Tokelau became a territory of New Zealand in 1925, and Tokelauans were granted New Zealand citizenship in 1948. In 1963, a government-assisted migration program was established to (voluntarily) bring Tokelauans to the New Zealand mainland, as the population of Tokelau had reached a cozy 1,870 people. When a cyclone devastated coconut and breadfruit crops in 1966, Tokelauans began taking advantage of the assisted migration program in earnest. By 1971, roughly half of Tokelauans lived on the New Zealand mainland.

There are two reasons why the Tokelau Island Migrant study is unique. First, it's one of the best-documented transitions from a traditional to a modern lifestyle, studied over decades on Tokelau and in New Zealand. Regular visits by physicians recorded the health of the population as it shifted from a relatively traditional diet to a more Western one. The second thing that makes this population unique is they traditionally have an extraordinarily high saturated fat intake from coconut. They derive between 54 and 62 percent of their calories from coconut, which is 87% saturated. This gives them perhaps the highest documented saturated fat intake in the world. This will be a test of the "diet-heart hypothesis", the idea that dietary fat, cholesterol and especially saturated fat contribute to cardiovascular disease!

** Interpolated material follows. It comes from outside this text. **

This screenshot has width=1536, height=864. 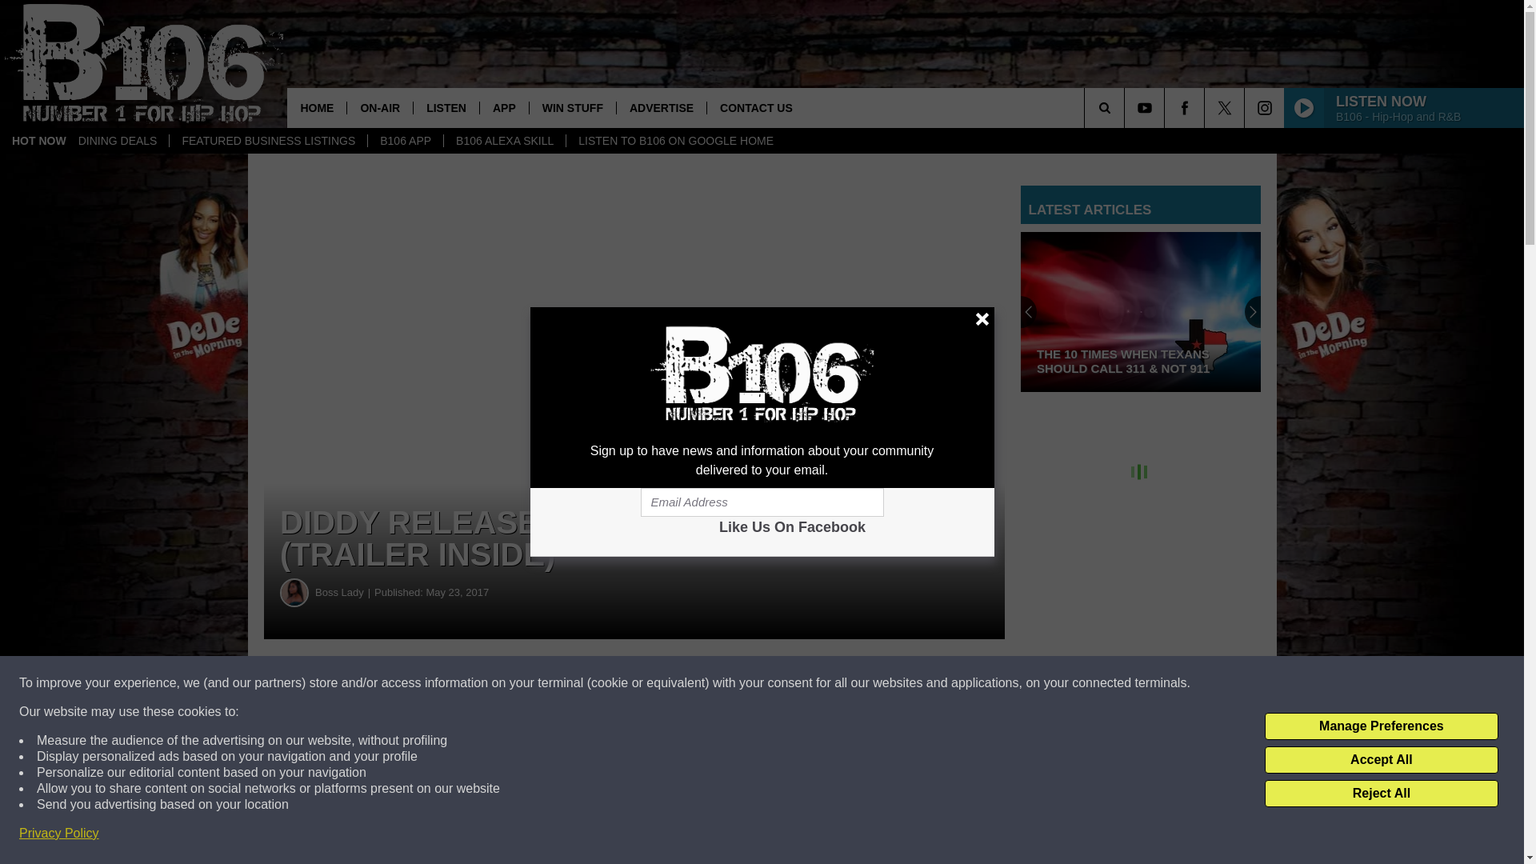 I want to click on Email Address, so click(x=762, y=502).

Through the late 1960s, cargo ships visited Tokelau every three months, making only small contributions to the islanders' diets. In 1968, just two percent of Tokelauans' calories came from sugar. By 1978, the number had risen to 8 percent, and by 1982, 14 percent. The increase came chiefly from refined sugar and sweetened imported foods. In 1961, ships brought 12 lb of flour per person per year to Tokelau, increasing to 60 lb per year by 1980. During this time, importation of low-quality canned meats such as "mutton flaps" and chicken backs, and sweets also increased. Rice imports declined in the 1970s. The diet of migrants to New Zealand rapidly became highly Westernized, containing a higher proportion of refined carbohydrates such as flour and sugar, more red meat and poultry, and less coconut and seafood.

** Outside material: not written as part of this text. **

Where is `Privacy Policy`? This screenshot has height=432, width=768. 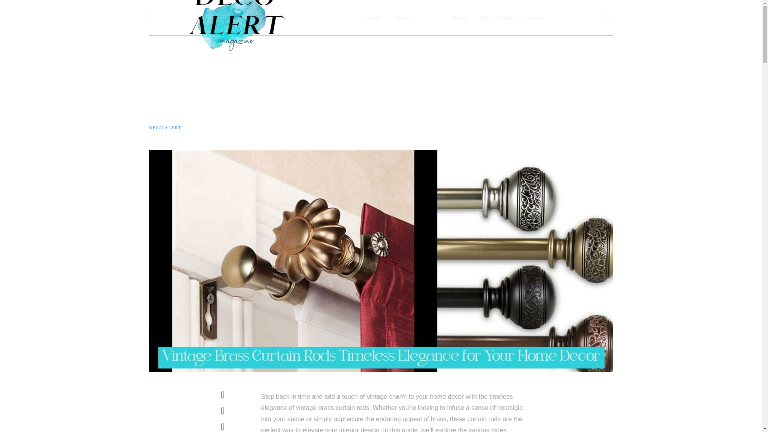
Privacy Policy is located at coordinates (497, 18).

Here's a nice quote from Migration and Health in a Small Society: the Case of Tokelau, to set the tone for the rest of the posts in this series:
In the mid- and late twentieth century, 'Western diseases'- that is, diseases of affluence (Trowell and Burkitt 1981)- have become the major health risk for Polynesians, because of exposure to cosmopolitan diet patterns and life-style.
The varying cultures and resource bases of islands in the Pacific have influenced the degree to which their populations have been modernized and thus exposed to Western diseases. At one end of the spectrum are relatively traditional subsistence societies such as those on Tokelau and on the low islands- for example Pukapuka, Manihiki, and Rakahanga in the Northern Cook Islands. These atolls are characterized by the almost complete absence of soil, by the inhabitants' dependence on coconut in varied forms, and by a bountiful supply of fish as a major part of the traditional diet. Their populations are notable for their low levels of blood pressure, high rates of infectious disease, and low rates of coronary heart disease, obesity and diabetes. At the other end of the spectrum are those Polynesian societies, such as the Hawaiians and the Maori of New Zealand, who were submerged by 'Western' settlers and the dominating cultures they brought with them. These populations have inevitably acquired the diseases of the 'West', sometimes to an exaggerated degree.
That quote could have been straight out of Nutrition and Physical Degeneration, despite being published 60 years later. Good science is timeless. Join me in future posts as I explore the health of Tokelauan society as it transitions from a traditional diet and lifestyle to a modern one.